The feminist philosophy journal Hypatia became involved in a dispute in April 2017 that led to the online shaming of one of its authors, Rebecca Tuvel, a Canadian untenured assistant professor of philosophy at Rhodes College in Memphis. The journal had published a peer-reviewed article by Tuvel in which she compared aspects of the situation of Caitlyn Jenner, a trans woman, to that of Rachel Dolezal, a white woman who identifies as black. When the article was criticized on social media, scholars associated with Hypatia joined in the criticism and urged the journal to retract it. The controversy exposed a rift within the journal's editorial team and more broadly within feminism and academic philosophy.
In the article--"In Defense of Transracialism", published in Hypatia's spring 2017 issue on 25 April--Tuvel argued that "since we should accept transgender individuals' decisions to change sexes, we should also accept transracial individuals' decisions to change races." Three days later, a small group on Facebook and Twitter began criticizing the article and attacking Tuvel. From 29 April an open letter, naming a member of Hypatia's editorial board as its point of contact, urged that the article be retracted. The article's publication had sent a message, the letter said, that "white cis scholars may engage in speculative discussion of these themes" without engaging "theorists whose lives are most directly affected by transphobia and racism".
On 1 May a post appeared on the journal's Facebook page apologizing for the article's publication, on behalf of "a majority" of Hypatia's associate editors. By the following day the open letter had 830 signatories, including scholars associated with Hypatia and two members of Tuvel's dissertation committee. Hypatia's editor-in-chief, Sally Scholz, and its board of directors stood by the article. When Scholz resigned in July 2017, the board decided to suspend the associate editors' authority to appoint the next editor, in response to which eight associate editors resigned. The directors set up a task force to restructure the journal's governance. In February 2018 the directors themselves were replaced.
The academic community responded with support for Tuvel. The affair exposed fault lines within philosophy about peer review, analytic versus continental philosophy, diversity within the profession, who is deemed qualified to write about people's lived experience, the pressures of social media, and how to preserve the free exchange of ideas.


• **Directions for this task**: Could you set down the records below exactly as they are, with no pictures?

%%

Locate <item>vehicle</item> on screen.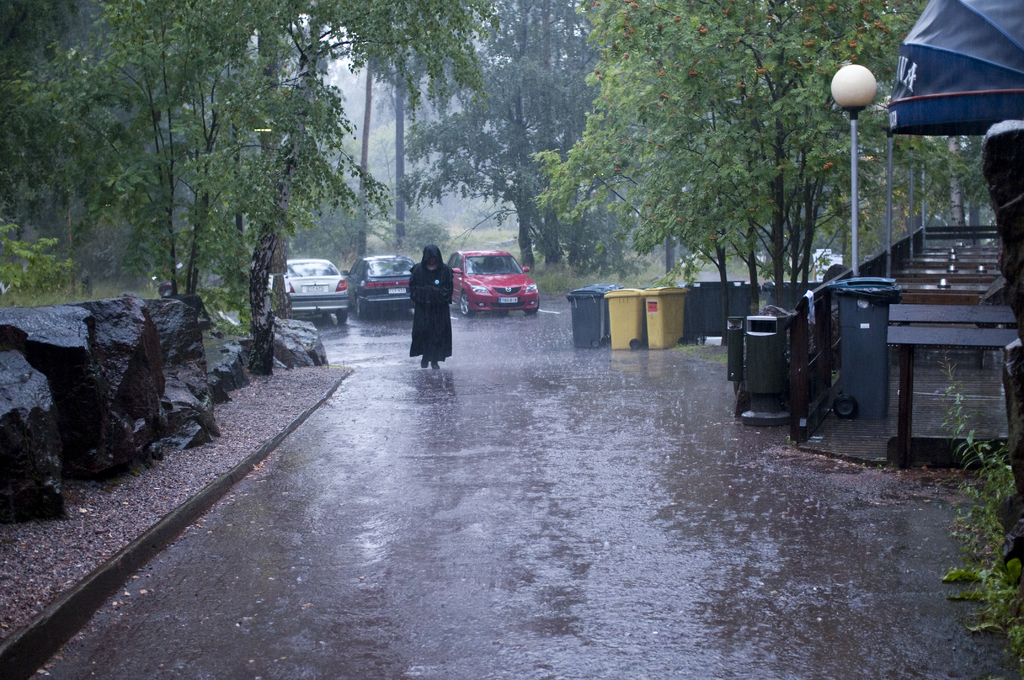
On screen at 260, 256, 358, 321.
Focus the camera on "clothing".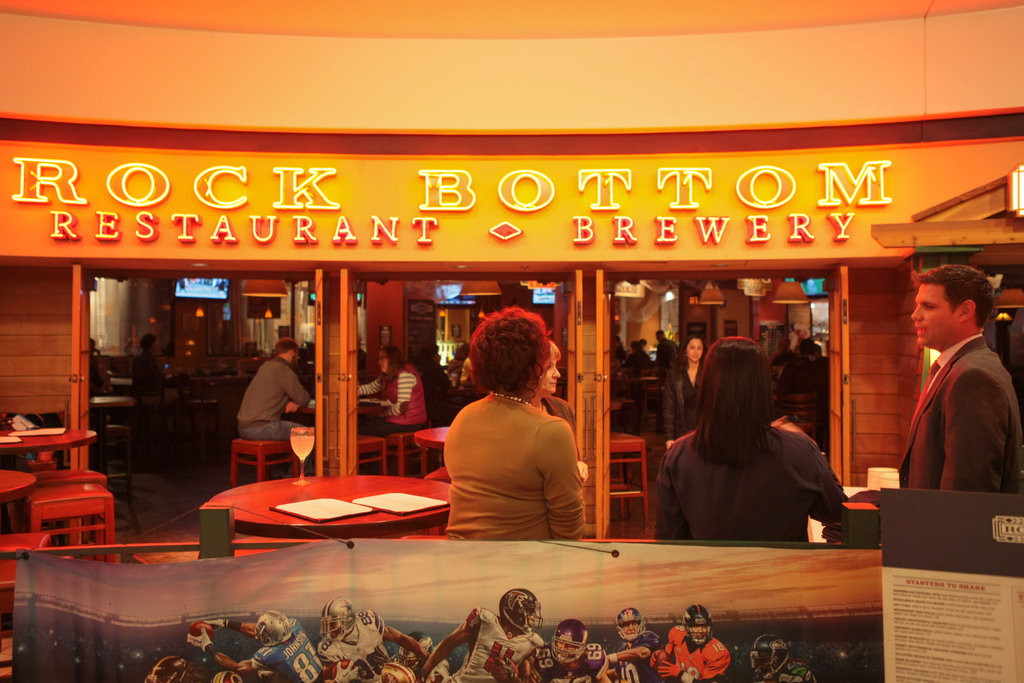
Focus region: BBox(349, 363, 434, 443).
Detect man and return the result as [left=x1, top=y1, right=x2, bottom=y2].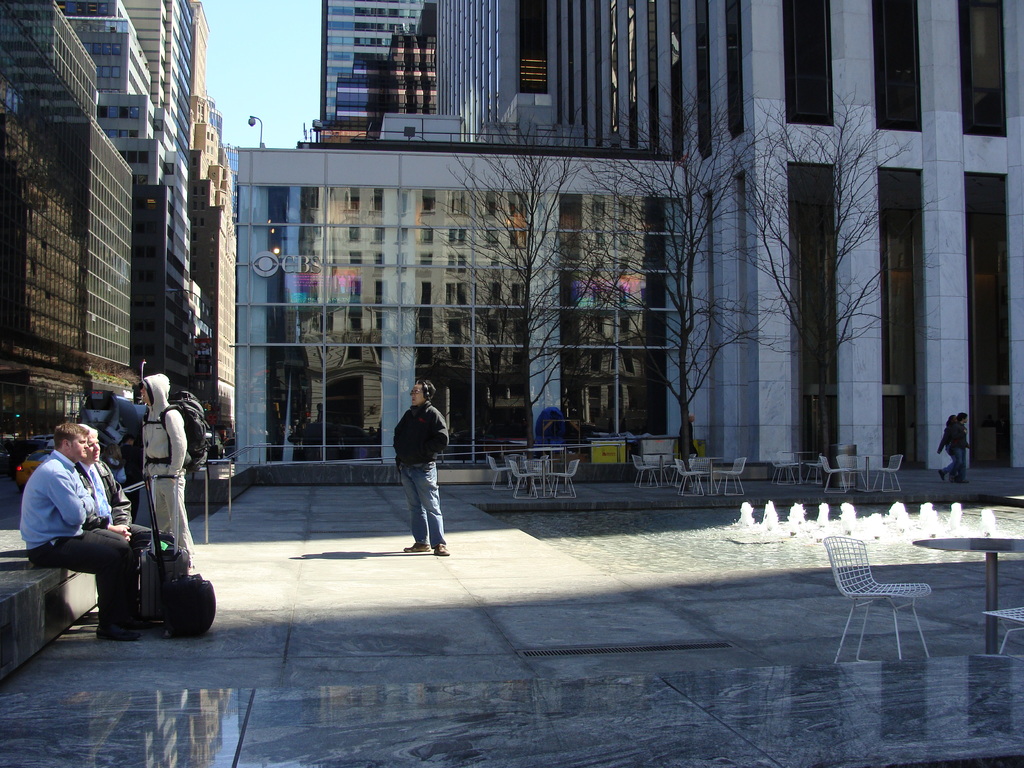
[left=952, top=415, right=972, bottom=484].
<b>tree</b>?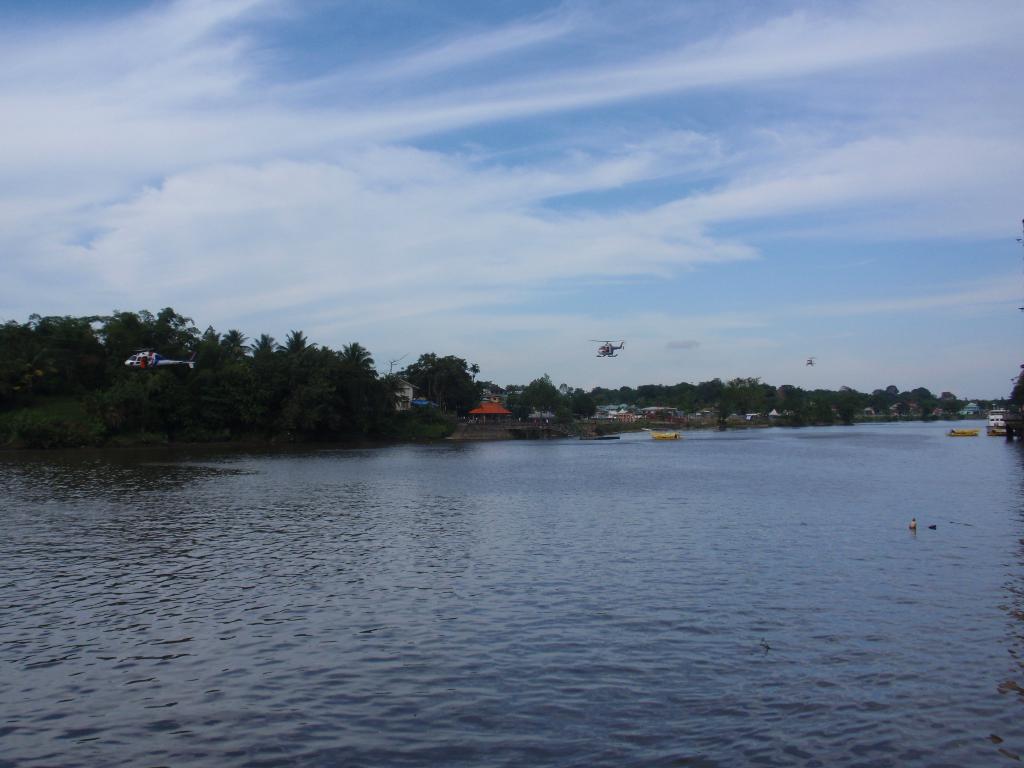
rect(469, 365, 479, 380)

%%

• **Exercise answer**:
Locate <item>vehicle</item> on screen.
On screen at 260, 256, 358, 321.
Focus the camera on "clothing".
Focus region: BBox(349, 363, 434, 443).
Detect man and return the result as [left=x1, top=y1, right=x2, bottom=y2].
[left=952, top=415, right=972, bottom=484].
<b>tree</b>?
rect(469, 365, 479, 380)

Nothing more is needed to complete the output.